Islington Tribune - by PETER GRUNER Published: 7 September 2007
Neighbours Linda Davies, Derek Smith and Pauline Stewart
Diners’ smoke gets up neighbours’ noses
Restaurant says car fumes are bigger nuisance
SMOKE from diners eating outside a Finsbury Park restaurant is wafting up into flats above, residents complained on Monday. They told an Islington Council licensing committee that on warm nights smoke from La Parisienne in Seven Sisters Road came up through air vents into their upstairs flats.
The residents were objecting to an application by the restaurant for a new licence to sell alcohol until 10pm.
Solicitor Linda Davies, who has lived in a flat above La Parisienne for 30 years, told the hearing that the owner had turned the former café into a restaurant which, she maintained, constituted a material change.
She complained about baking smells from 6am and noise and shouting when she got home at night.
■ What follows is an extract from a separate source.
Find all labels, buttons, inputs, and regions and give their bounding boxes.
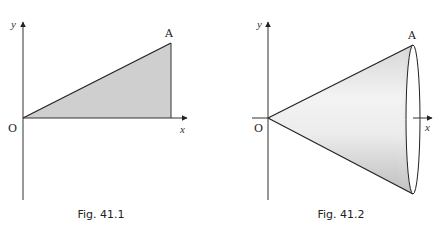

Ms Davies said she was forced to breathe in smoke when diners sitting outside lit up cigarettes below her flat. “Since they banned smoking inside public premises in July, everyone is smoking outside,” she said. “I have certainly been aware of smoke in my flat and the same is true about my neighbours. “I consider it extremely ironic that a smoking ban designed to protect people in the workplace has the effect of increasing the amount of smoke that I, a non-smoker, am subject to.”
Other residents, including taxi driver Derek Smith and retired clerical worker Pauline Stewart, complained about noise.
Mr Smith said: “This is a residential area but you hear the TV and radio and the noise of people laughing often quite late at night. “The smoking when people are sitting at tables outside is always an irritant. We get the smoke coming up through our air vents.”
Speaking on behalf of the owner, solicitor Michael White said staff at La Parisienne had done all they could to minimise disturbance to neighbours.
Mr White added: “Sadly for Ms Davies, the area is a lot different and busier to what it was back in 1983. For example, some 300 languages are spoken in the vicinity. “As for smoke emanating from tables outside, you are far more likely to be breathing in the toxic fumes of cars and lorries than our those of our smokers.”
The committee agreed that alcohol could be served until 10pm but added a number of conditions.
They included the installation of CCTV inside the restaurant. Notices would also ask diners to leave in a quiet and orderly manner.